Glamorizing Terrorism?
January 7, 2008Once one of Europe's most feared urban guerrillas, Ulrike Meinhof has been the subject of numerous films, documentaries, stage productions, songs and books, but her portrait has often been tinged by family influence. Both Meinhof's ex-husband Kalus-Heinz Röhl and her daughter Bettina Röhl have written about Meinhof and the process of disintegration of German society beginning in the spring of 1968 that led to the formation of the Red Army Faction (RAF).
Unravelling Myths
But Jutta Ditfurth's biography on Meinhof, released in November, disputes many of the myths that surround Meinhof's transformation from journalist to RAF terrorist.
In her six years researching the biography, Ditfurth, a founder of the German Greens party, who has since left the stage of national politics, uncovered previously unpublished material, including documents kept in archives outside of Germany.
"Ulrike Meinhof was a much more interesting, much more multi-faceted person than I used to think," Ditfurth told DW-RADIO. "She was a woman who would have had a huge amount of opportunities and prospects -- if only she'd had the good fortune to have grown up somewhere other than Germany."

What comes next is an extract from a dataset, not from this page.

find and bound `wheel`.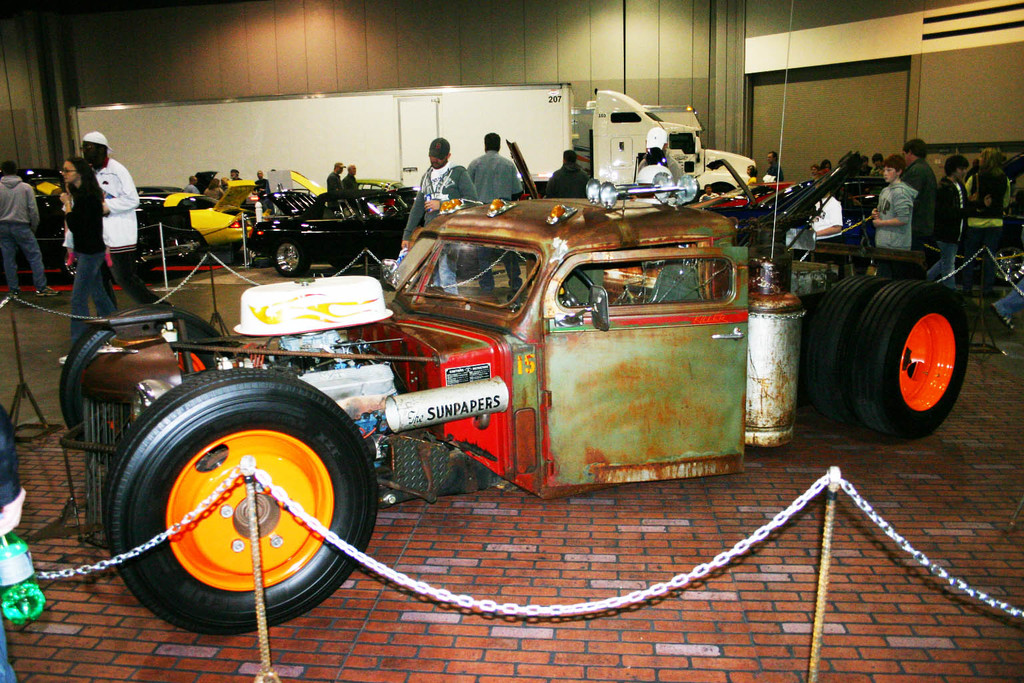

The biography also encompasses the post-war history of West Germany and the politically charged climate of the 1960s and 1970s. Ditfurth examines the often forgotten social conditions, such as state violence, the biased nature of German courts, the rigidity of law-making, and the terrible conditions for political prisoners that drove the RAF movement, also known as the Baader-Meinhof Gang, in what was then a flourishing West German democracy.
Contaminated by terrorism?
The biography is written entirely chronological and largely devoid of commentary, but critics have said that while the information used might be factual it only tells half of the story. Even Meinhof's daughter, Bettina Röhl, labelled the latest biography about her mother "poisonous rubbish contaminated by terrorism."
While Ditfurth admits the book is politically biased, she said there is a big difference between writing from a left wing point of view and endorsing anarchic terrorism.
"I am a Leftie from a different generation and the RAF was really never my cup of tea," she said. "I always drew a distinct line and sharply criticised their terrorist acts."
Far from helping her, Ditfurth said her political credentials as former leader of the German Green's left wing and her well documented opposition to the Red Army Faction actually made researching the biography more difficult.
"I was considered an outsider and was dealt with by people in certain RAF circles with a lot of scepticism," she said. "But still I did my best to find out all the things that I had ever wanted to know."
While Ditfurth is no apologist and she suggested that Meinhof's path was wrong, she also said it was wholly understandable.
Ditfurth is not the first to be accused of crossing the line between writing about the RAF and supporting the RAF – in 2002 critics said a film about RAF co-founder Andreas Baader "glamorized the leader."